I'm Walter Adamson, and I'm 78 years old. I run a peer-led AI capacity coaching practice from Sandringham in Melbourne's Bayside, teaching older Australians aged 65 and over to use artificial intelligence safely and independently. I work with NDIS participants on self-managed and plan-managed plans, delivering capacity building under line item 15_035_0106_1_3 that measurably reduces Core Support costs by $2,000–5,000 per year.
I hold a Master of Science in Computing Science and a Bachelor of Science in Mathematical Statistics. I've spent 50 years in technology — from punch cards and mainframes through to the internet, mobile computing, and now generative AI. I hold a Certificate IV in Training and Assessment (TAE40122) and a current NDIS Worker Screening Check. When I sit with a participant, I'm not a 25-year-old tech support person. I'm their peer.
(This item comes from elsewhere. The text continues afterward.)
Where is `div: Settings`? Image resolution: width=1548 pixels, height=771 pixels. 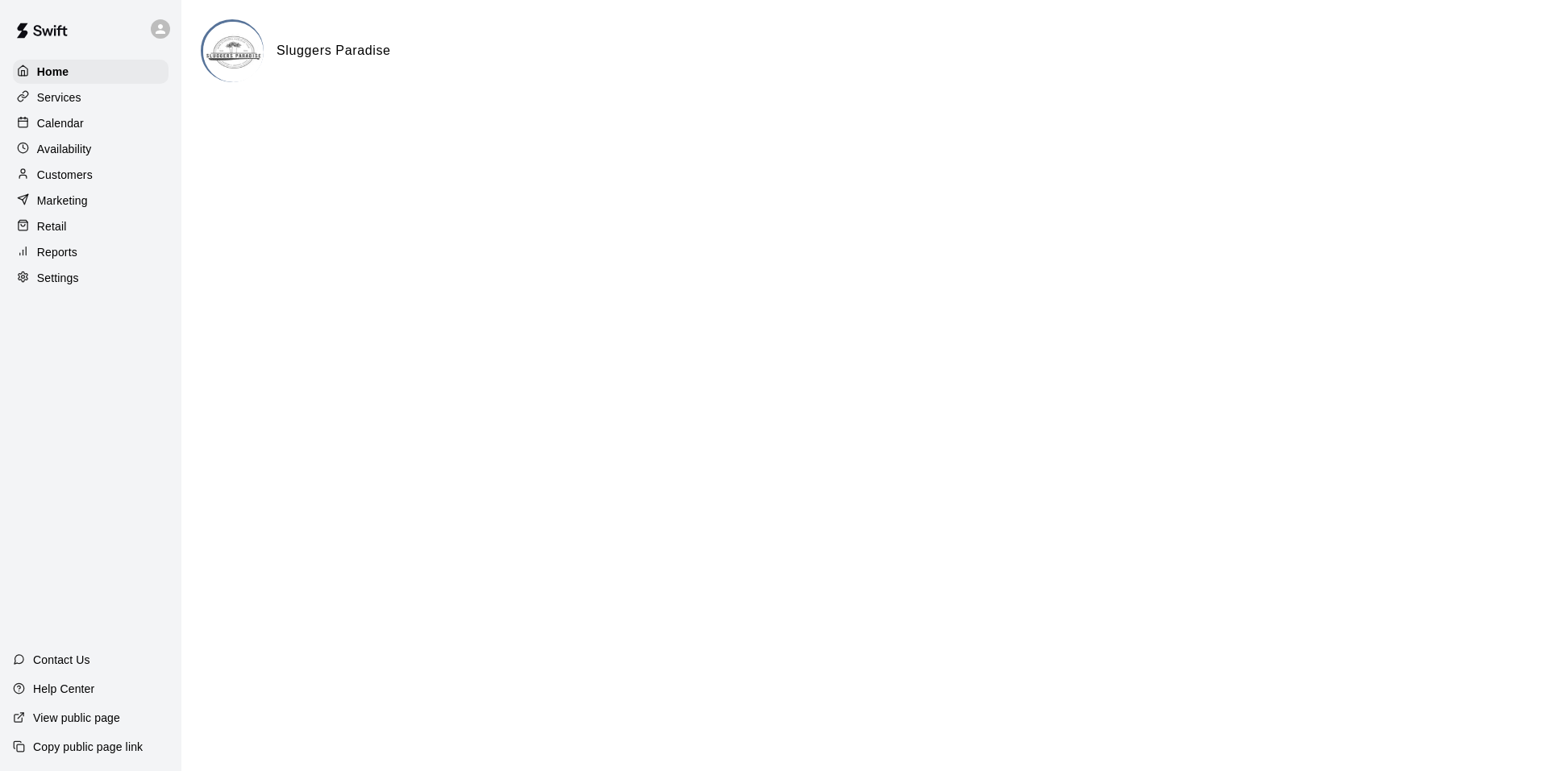 div: Settings is located at coordinates (90, 278).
I've lived through the same decades they have, and I use AI every single day.
My method is built on one non-negotiable principle: never trust AI without verification. I call it the Three-Source Rule. Every participant learns to check AI output against an official source and a trusted person before acting on it. This isn't technology training — it's judgment training. The result is genuine independence, not a new dependency.
Before this practice, I spent decades in senior technology leadership including roles as CIO and VP at major corporations. I've built hundreds of specialised AI workflows across deep client engagements. But the work that matters most to me now is the simplest: teaching someone my own age to draft their own email to their GP, organise their own calendar, and tell their support coordinator “I can do it myself.”
Outside of coaching, I compete in Masters Athletics with Mentone Athletics Club. In 2024 I made the podium at the Victorian State Championships — gold in Shot Put, silver in the 800m and 3,000m. I won gold in the 10km track, 6km cross-country, 10km road, and 10-mile road. I placed 2nd in the State VMA Gift 5,000m and set a local venue record for 2.5km. I've survived being struck by lightning in Korea, a 747 crash landing at LAX, being sucked into a thundercloud at 4,000 metres in a sailplane, a freefall parachute jump from 3,000 metres on my very first attempt, and three lethal cancers.
I mention all of this for one reason: I don't believe in “too old.” Not for running. Not for technology. Not for your parent. And not for me.